@AlchemicCowgirl Pasta salad is always a good choice for a warm day and a decent sized group. Rotini or rigatoni pasta, pepperoni or whatever protein works and any vegatable you have. I always use tomatoes, cucumber, red onions and lots of basil and salt. Toss with olive oil & balsmic vinegar.
The reason why counter-organizing feels so difficult/impossible is because they only need a vocal minority and you feel like you need a majority. You don't.
Everyone you need already agrees with you. They just haven't been organized yet.
Andrew Lytle notes that the heights of the Cumberland Mountains were home to great flocks of “Cumberland Parrots” at the time of settlement. Another name for “Louisiana” subspecies of the Carolina Parakeet, sadly extinct. Imagine…
He tries again: "I've been stabbed"
Someone, I presume, the murderer, cuts in: "He hasn't been stabbed"
"I know, but we have to check" says the clipboard-voiced woman officer
The kneejerk "I know" is so telling. Her instinct is just to agree the dying boy on the ground is lying
"There will come a day when the power of the British state that concealed your atrocious crimes for so very long is turned against you. It will be swift. It will be brutal. It will be severe... We will show you the same mercy you showed our girls."
It is truly heartbreaking to think of the last moments of Henry Nowak. Like Iryna Zurutska, he bled out alone while those around him couldn’t have cared less than his life was slipping away.
He must have known he was dying. Can you imagine the terror he must have felt, feeling his life drain out of him while he was restrained and unable to even act to try to save himself? You remember watching Iryna die. That was Henry’s fate, too.
The police acted with the same callous disregard for human life as Iryna’s killer. That they weren’t the ones who opened his veins matters not— they failed in their duty of care (intentionally, not even accidentally) and they are as guilty as the killer they tried to cover for.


Look below for the line that contains "The height and width of the screenshot is (765, 1534).", then quote it and all the lines after it, exactly, with the pictures left out.

[Items from a dataset]
★ ★ ★ ★ ★ ★ ★

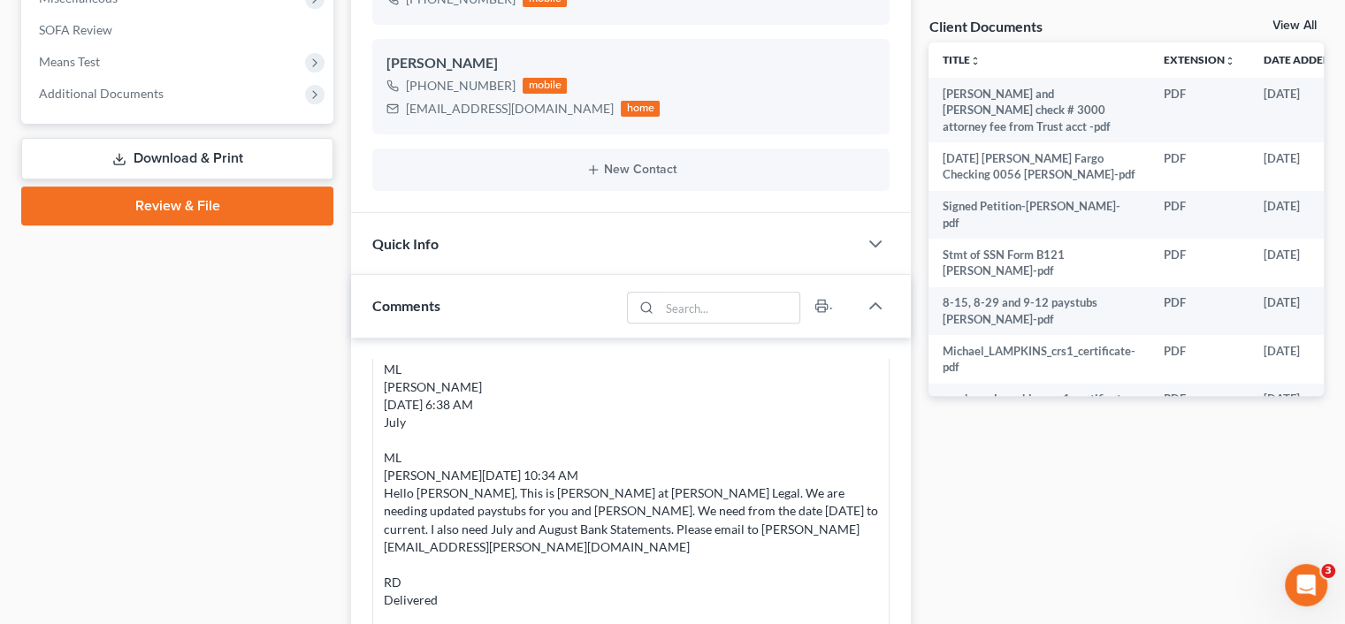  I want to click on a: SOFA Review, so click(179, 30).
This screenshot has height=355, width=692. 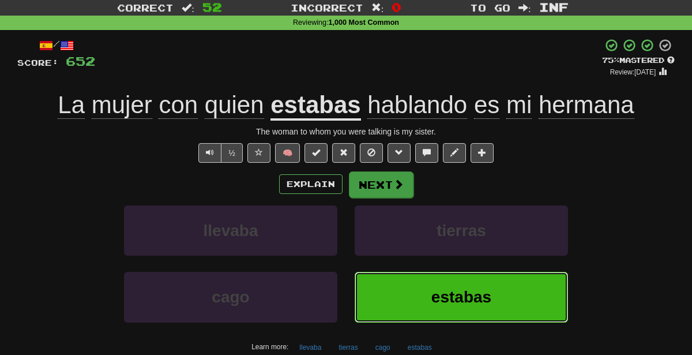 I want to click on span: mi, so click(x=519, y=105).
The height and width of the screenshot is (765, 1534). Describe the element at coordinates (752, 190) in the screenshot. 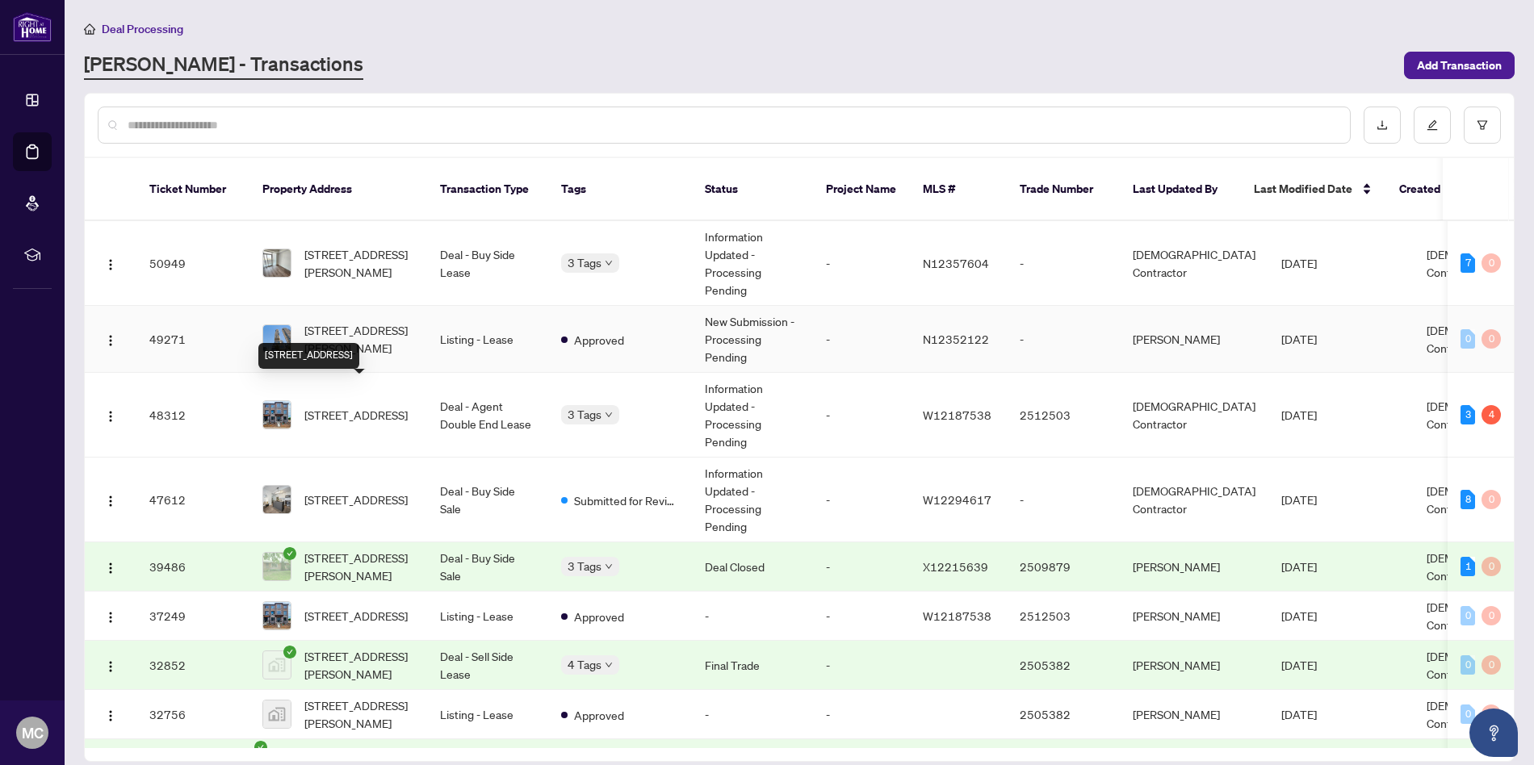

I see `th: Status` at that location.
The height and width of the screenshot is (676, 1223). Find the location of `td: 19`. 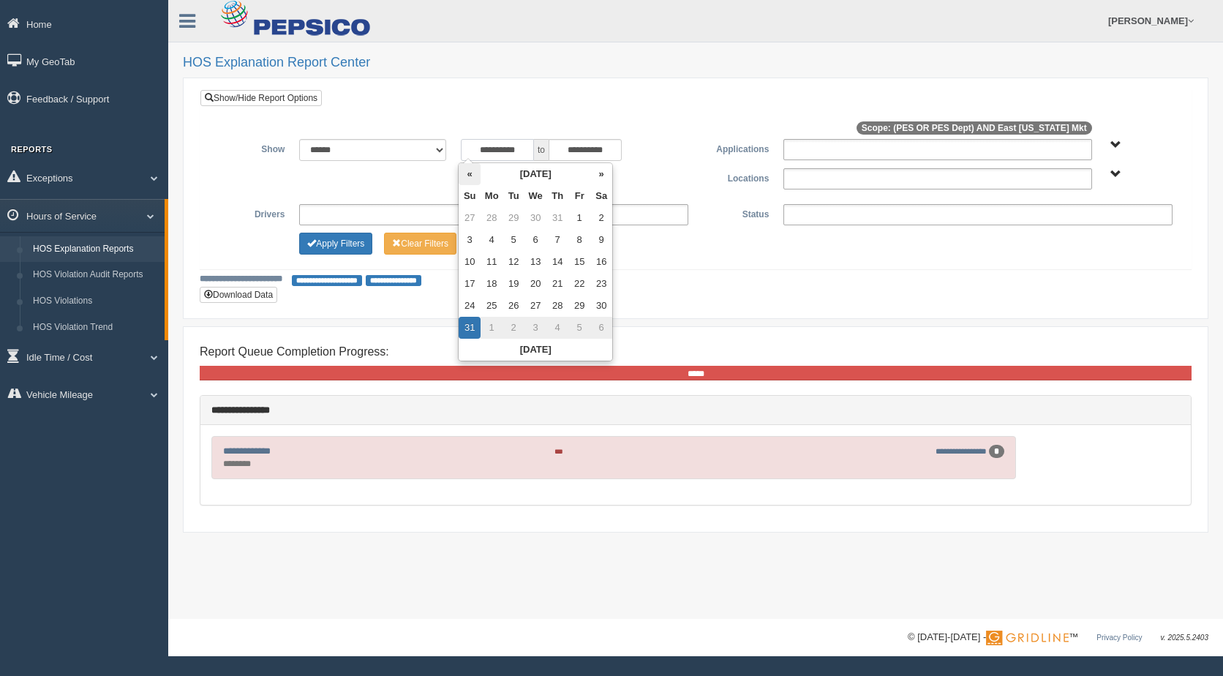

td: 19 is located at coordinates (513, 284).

★ ★ ★ ★ ★ ★ ★

_Solution:_
The height and width of the screenshot is (765, 1534). Describe the element at coordinates (752, 190) in the screenshot. 

I see `th: Status` at that location.
The height and width of the screenshot is (676, 1223). Find the location of `td: 19`. 

td: 19 is located at coordinates (513, 284).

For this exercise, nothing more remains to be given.